40. Silver cone, mid-tenth century

Silver Cones

The slave chain is at the brutal end of the spectrum of Viking Ireland. This gorgeous cone of woven silver wire is, physically and symbolically, at the other extreme. It sits in the palm of the hand as lightly as a confection of spun sugar. It speaks of delicacy and delight, of complex conception and marvellous execution. It is hard to think of anything further removed from the idea of brute force.

‘When I look at this’, says Andy Halpin of the National Museum, ‘the first question that comes to my mind is, How do you make it? From a technological point of view, it is an extraordinary thing’. There are three separate interwoven bands of silver, each composed of between fifteen and eighteen wires. Yet, Halpin says, it is very hard to find where any of these wires ends. The visual effect is that of a single thread turning endlessly around itself. There are traces of some kind of organic material inside the cone, possibly a wax shape around which the wires were woven. The visual imagination and the physical deftness required to do so are of the highest order.

This cone is one of the largest of a group of eighteen found in 1999 in the limestone cave at Dunmore, just north of Kilkenny city. The cave was well-known in early mediaeval Ireland, and the annals refer to a great slaughter perpetrated there around 930. The cones were found with coins that indicate a later date for their deposition—about 970.

The larger cones like the one pictured are unique objects, but the smaller ones in the hoard have parallels in Viking burials on the Isle of Man and Iceland. What we may have, then, is a development in Ireland of a general Norse form. The possibility that the cones were made in Dublin points to a very high level of distinctive craftsmanship in the new town by the mid-tenth century.

What were the cones for? A border of silver wire to which they seem originally to have been attached was found with the cones. More exciting was a small, unpromising-looking remnant of textile that turned out to be very fine silk. It seems that this was an elaborate silk garment with a silver wire border and cones that functioned either as tassels or as buttons. The silk itself may have been more valuable than all the silver put together. It had come, almost certainly, from either the Byzantine empire or the Arab world. The dye used to colour it was either red or purple. If it were the latter, the dress was truly amazing: purple dye was breathtakingly expensive. Either way, the woman who originally wore this garment must have made a dazzling spectacle. For the display of female wealth and status in tenth-century Western Europe, glamour does not get much more fabulous than this.

Who this woman was is as mysterious as the presence of this extraordinary example of Viking power-dressing in Co. Kilkenny. All we know is that someone had a garment worth a king’s ransom, shoved it in a crack in a cave, perhaps in a moment of panic, and never came back for it.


◆ **Exercise objective**
Produce a verbatim copy of the following records, leaving out all pictures.

Stored records:
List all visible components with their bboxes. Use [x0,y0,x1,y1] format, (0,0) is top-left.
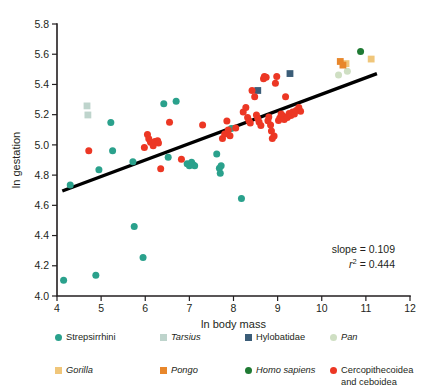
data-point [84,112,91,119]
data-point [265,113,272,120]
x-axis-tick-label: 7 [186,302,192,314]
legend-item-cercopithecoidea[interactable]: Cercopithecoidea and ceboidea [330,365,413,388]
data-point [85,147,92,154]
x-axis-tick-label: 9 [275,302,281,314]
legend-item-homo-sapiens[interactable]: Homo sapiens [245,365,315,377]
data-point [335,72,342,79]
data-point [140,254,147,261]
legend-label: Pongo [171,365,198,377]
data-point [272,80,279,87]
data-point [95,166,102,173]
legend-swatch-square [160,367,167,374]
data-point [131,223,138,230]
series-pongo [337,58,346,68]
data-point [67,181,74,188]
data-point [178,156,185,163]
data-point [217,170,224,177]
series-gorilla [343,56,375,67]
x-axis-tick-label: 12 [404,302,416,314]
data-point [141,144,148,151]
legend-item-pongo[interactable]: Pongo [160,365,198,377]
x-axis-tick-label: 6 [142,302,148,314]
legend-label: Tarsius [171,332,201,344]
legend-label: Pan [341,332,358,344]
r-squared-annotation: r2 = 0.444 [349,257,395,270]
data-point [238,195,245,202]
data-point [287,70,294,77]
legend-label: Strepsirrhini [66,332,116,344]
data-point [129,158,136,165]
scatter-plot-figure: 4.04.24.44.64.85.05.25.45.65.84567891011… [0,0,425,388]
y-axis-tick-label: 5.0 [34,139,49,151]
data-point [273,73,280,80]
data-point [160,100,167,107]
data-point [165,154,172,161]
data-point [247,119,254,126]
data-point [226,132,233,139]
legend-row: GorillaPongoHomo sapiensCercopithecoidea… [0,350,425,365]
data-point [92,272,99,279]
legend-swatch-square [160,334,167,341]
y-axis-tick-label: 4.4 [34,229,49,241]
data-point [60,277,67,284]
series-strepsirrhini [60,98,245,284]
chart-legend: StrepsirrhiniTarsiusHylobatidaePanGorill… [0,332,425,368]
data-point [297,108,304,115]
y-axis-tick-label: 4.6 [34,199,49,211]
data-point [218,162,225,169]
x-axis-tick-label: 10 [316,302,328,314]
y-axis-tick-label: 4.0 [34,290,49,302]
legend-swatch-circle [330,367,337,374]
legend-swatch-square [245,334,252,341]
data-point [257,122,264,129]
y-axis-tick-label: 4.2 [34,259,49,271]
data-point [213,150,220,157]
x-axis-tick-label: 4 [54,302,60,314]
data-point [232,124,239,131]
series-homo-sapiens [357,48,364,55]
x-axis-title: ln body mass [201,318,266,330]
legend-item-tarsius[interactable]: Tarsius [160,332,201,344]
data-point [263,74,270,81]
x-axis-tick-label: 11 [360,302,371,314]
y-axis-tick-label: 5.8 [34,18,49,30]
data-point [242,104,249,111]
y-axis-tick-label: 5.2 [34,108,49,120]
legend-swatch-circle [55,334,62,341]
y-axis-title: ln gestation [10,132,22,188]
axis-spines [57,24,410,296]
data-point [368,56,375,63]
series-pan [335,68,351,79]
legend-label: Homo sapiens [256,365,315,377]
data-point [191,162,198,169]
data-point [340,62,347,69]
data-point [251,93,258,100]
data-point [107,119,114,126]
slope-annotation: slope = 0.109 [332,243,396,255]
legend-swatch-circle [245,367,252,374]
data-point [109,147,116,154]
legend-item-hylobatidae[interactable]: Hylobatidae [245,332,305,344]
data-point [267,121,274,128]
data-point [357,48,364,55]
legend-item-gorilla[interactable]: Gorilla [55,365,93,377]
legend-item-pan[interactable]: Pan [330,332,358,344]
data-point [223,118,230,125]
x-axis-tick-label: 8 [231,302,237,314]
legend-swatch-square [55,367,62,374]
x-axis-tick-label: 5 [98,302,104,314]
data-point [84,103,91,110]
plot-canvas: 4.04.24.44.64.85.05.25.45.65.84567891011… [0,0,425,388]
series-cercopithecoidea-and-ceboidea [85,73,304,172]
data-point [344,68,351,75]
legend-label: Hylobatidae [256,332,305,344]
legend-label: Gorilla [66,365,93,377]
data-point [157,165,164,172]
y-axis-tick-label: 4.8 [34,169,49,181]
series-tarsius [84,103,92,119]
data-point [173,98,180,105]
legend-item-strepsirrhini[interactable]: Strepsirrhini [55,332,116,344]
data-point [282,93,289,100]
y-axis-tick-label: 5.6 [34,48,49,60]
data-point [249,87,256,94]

◆ **Result of this exercise**
List all visible components with their bboxes. Use [x0,y0,x1,y1] format, (0,0) is top-left.
data-point [84,112,91,119]
data-point [265,113,272,120]
x-axis-tick-label: 7 [186,302,192,314]
legend-item-cercopithecoidea[interactable]: Cercopithecoidea and ceboidea [330,365,413,388]
data-point [85,147,92,154]
x-axis-tick-label: 9 [275,302,281,314]
legend-item-homo-sapiens[interactable]: Homo sapiens [245,365,315,377]
data-point [335,72,342,79]
data-point [140,254,147,261]
legend-label: Pongo [171,365,198,377]
data-point [272,80,279,87]
data-point [95,166,102,173]
legend-swatch-square [160,367,167,374]
data-point [131,223,138,230]
series-pongo [337,58,346,68]
data-point [67,181,74,188]
data-point [178,156,185,163]
data-point [217,170,224,177]
series-gorilla [343,56,375,67]
x-axis-tick-label: 12 [404,302,416,314]
data-point [141,144,148,151]
legend-item-pongo[interactable]: Pongo [160,365,198,377]
x-axis-tick-label: 6 [142,302,148,314]
legend-label: Tarsius [171,332,201,344]
legend-label: Pan [341,332,358,344]
r-squared-annotation: r2 = 0.444 [349,257,395,270]
data-point [238,195,245,202]
data-point [287,70,294,77]
legend-label: Strepsirrhini [66,332,116,344]
data-point [129,158,136,165]
scatter-plot-figure: 4.04.24.44.64.85.05.25.45.65.84567891011… [0,0,425,388]
y-axis-tick-label: 5.0 [34,139,49,151]
data-point [273,73,280,80]
data-point [160,100,167,107]
data-point [165,154,172,161]
data-point [247,119,254,126]
data-point [226,132,233,139]
legend-row: GorillaPongoHomo sapiensCercopithecoidea… [0,350,425,365]
data-point [92,272,99,279]
legend-swatch-square [160,334,167,341]
y-axis-tick-label: 4.4 [34,229,49,241]
data-point [60,277,67,284]
series-strepsirrhini [60,98,245,284]
chart-legend: StrepsirrhiniTarsiusHylobatidaePanGorill… [0,332,425,368]
data-point [297,108,304,115]
y-axis-tick-label: 4.6 [34,199,49,211]
data-point [218,162,225,169]
x-axis-tick-label: 10 [316,302,328,314]
y-axis-tick-label: 4.0 [34,290,49,302]
legend-swatch-circle [330,367,337,374]
legend-swatch-square [245,334,252,341]
data-point [257,122,264,129]
y-axis-tick-label: 4.2 [34,259,49,271]
data-point [213,150,220,157]
x-axis-tick-label: 4 [54,302,60,314]
data-point [232,124,239,131]
series-homo-sapiens [357,48,364,55]
x-axis-title: ln body mass [201,318,266,330]
legend-item-tarsius[interactable]: Tarsius [160,332,201,344]
data-point [263,74,270,81]
x-axis-tick-label: 11 [360,302,371,314]
y-axis-tick-label: 5.8 [34,18,49,30]
data-point [242,104,249,111]
y-axis-tick-label: 5.2 [34,108,49,120]
legend-swatch-circle [55,334,62,341]
y-axis-title: ln gestation [10,132,22,188]
axis-spines [57,24,410,296]
data-point [368,56,375,63]
series-pan [335,68,351,79]
legend-label: Homo sapiens [256,365,315,377]
data-point [191,162,198,169]
data-point [340,62,347,69]
data-point [251,93,258,100]
data-point [107,119,114,126]
slope-annotation: slope = 0.109 [332,243,396,255]
legend-swatch-circle [245,367,252,374]
data-point [109,147,116,154]
legend-item-hylobatidae[interactable]: Hylobatidae [245,332,305,344]
data-point [267,121,274,128]
data-point [357,48,364,55]
legend-item-gorilla[interactable]: Gorilla [55,365,93,377]
legend-item-pan[interactable]: Pan [330,332,358,344]
data-point [223,118,230,125]
x-axis-tick-label: 8 [231,302,237,314]
legend-swatch-square [55,367,62,374]
x-axis-tick-label: 5 [98,302,104,314]
data-point [84,103,91,110]
plot-canvas: 4.04.24.44.64.85.05.25.45.65.84567891011… [0,0,425,388]
series-cercopithecoidea-and-ceboidea [85,73,304,172]
data-point [344,68,351,75]
legend-label: Hylobatidae [256,332,305,344]
legend-label: Gorilla [66,365,93,377]
data-point [157,165,164,172]
y-axis-tick-label: 4.8 [34,169,49,181]
series-tarsius [84,103,92,119]
data-point [173,98,180,105]
legend-item-strepsirrhini[interactable]: Strepsirrhini [55,332,116,344]
data-point [282,93,289,100]
y-axis-tick-label: 5.6 [34,48,49,60]
data-point [249,87,256,94]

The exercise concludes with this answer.